Let's connect on building a better tomorrow for all
Wind farms support thousands of communities by bringing jobs, economic growth, tax revenue, and lease payments to rural areas. In 2019, U.S. wind farms provided $1.6 billion in state and local tax payments and landowner lease payments.
EDPR NA begins the process of building a wind farm with extensive site and location vetting. We conduct wind resource studies, confirm access to transmission lines, and get to know the community to provide factual information and ensure residents’ questions are answered. After finalizing our studies and obtaining the proper permits, we survey the land and prepare for construction.
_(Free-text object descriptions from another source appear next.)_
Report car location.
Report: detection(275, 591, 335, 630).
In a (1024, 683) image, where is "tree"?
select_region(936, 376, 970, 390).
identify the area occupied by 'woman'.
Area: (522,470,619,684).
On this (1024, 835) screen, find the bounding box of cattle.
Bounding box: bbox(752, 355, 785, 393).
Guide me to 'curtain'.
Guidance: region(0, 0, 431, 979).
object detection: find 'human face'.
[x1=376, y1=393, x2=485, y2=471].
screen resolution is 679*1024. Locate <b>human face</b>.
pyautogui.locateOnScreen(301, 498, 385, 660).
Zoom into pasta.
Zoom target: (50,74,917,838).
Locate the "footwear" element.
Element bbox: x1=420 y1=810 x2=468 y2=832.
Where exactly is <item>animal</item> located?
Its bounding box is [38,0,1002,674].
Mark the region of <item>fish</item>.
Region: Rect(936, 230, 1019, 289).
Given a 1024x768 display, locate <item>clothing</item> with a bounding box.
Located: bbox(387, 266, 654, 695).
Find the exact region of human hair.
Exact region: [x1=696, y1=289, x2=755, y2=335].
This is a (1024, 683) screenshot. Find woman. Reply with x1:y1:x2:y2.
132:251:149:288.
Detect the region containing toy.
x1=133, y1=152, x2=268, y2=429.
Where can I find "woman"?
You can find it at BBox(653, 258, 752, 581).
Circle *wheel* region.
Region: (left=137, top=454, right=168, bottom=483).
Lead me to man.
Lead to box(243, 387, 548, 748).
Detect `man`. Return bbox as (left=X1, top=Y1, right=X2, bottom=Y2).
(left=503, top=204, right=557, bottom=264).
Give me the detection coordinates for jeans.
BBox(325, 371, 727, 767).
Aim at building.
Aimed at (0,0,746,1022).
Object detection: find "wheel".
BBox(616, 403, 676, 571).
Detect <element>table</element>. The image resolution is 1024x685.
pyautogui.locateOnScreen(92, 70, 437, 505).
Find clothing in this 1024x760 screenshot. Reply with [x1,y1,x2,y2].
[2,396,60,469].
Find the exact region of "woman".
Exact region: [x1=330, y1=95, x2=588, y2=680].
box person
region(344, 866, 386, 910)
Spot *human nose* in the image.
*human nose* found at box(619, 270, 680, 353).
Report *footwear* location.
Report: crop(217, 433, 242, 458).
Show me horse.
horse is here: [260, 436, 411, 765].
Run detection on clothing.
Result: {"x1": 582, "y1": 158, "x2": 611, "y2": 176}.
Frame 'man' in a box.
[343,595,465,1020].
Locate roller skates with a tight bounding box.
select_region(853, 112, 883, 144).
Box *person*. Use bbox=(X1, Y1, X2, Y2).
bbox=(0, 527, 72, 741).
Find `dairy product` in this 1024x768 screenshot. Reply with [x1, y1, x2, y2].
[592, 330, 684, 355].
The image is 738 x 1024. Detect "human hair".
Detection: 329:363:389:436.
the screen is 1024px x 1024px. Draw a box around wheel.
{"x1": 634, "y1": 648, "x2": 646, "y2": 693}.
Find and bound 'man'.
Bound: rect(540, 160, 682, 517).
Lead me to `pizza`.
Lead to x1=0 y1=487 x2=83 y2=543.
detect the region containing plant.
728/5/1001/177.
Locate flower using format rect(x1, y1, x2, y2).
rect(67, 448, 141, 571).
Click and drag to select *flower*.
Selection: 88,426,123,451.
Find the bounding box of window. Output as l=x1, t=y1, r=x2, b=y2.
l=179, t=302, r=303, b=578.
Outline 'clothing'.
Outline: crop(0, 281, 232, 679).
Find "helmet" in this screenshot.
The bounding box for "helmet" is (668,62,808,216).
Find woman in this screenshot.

In addition to turbine erection, construction includes improving the roads, establishing an operations and maintenance (O&M) building, and connecting the turbines to the electric grid through transmission lines. Once construction is complete, we begin the reclamation process, restoring the land back to its original state. For more information, watch our construction video.
Limited water is needed to produce solar (and wind) energy. Our solar parks conserve millions of gallons of water every year, displace carbon emissions from fossil fuel power plants, and enhance air quality by mitigating the health effects of harmful air pollutants.
Wind energy is far less harmful to wildlife than other energy sources. The National Audubon Society strongly supports properly sited wind power as a renewable energy source helping reduce the threats posed to birds. Further, bird fatalities at wind energy facilities represent a very small fraction of total annual human-caused bird mortality, approximately two to four orders of magnitude lower than other human sources of mortality. Also, more than 98 percent of land used for wind farms is left untouched by turbines and project infrastructure and can still be used for livestock grazing, agriculture, wildlife habitat, homes, highways, and recreation.
Utility-scale solar parks do not pose a significant risk to the loss of agricultural land. In fact, solar parks can generate enough electricity to power the U.S. using just 0.6 percent of land, or roughly the same area currently used for surface coal mining. Our team is dedicated to avoiding impacts to wildlife and natural resources and conducts extensive land, wildlife, and vegetation studies prior to construction of a solar park. We also continue to monitor wildlife during our projects’ operations. Since almost all solar park infrastructure is above ground, solar parks can also provide an opportunity for heavily farmed land to recover and regain nutrients for the next generation.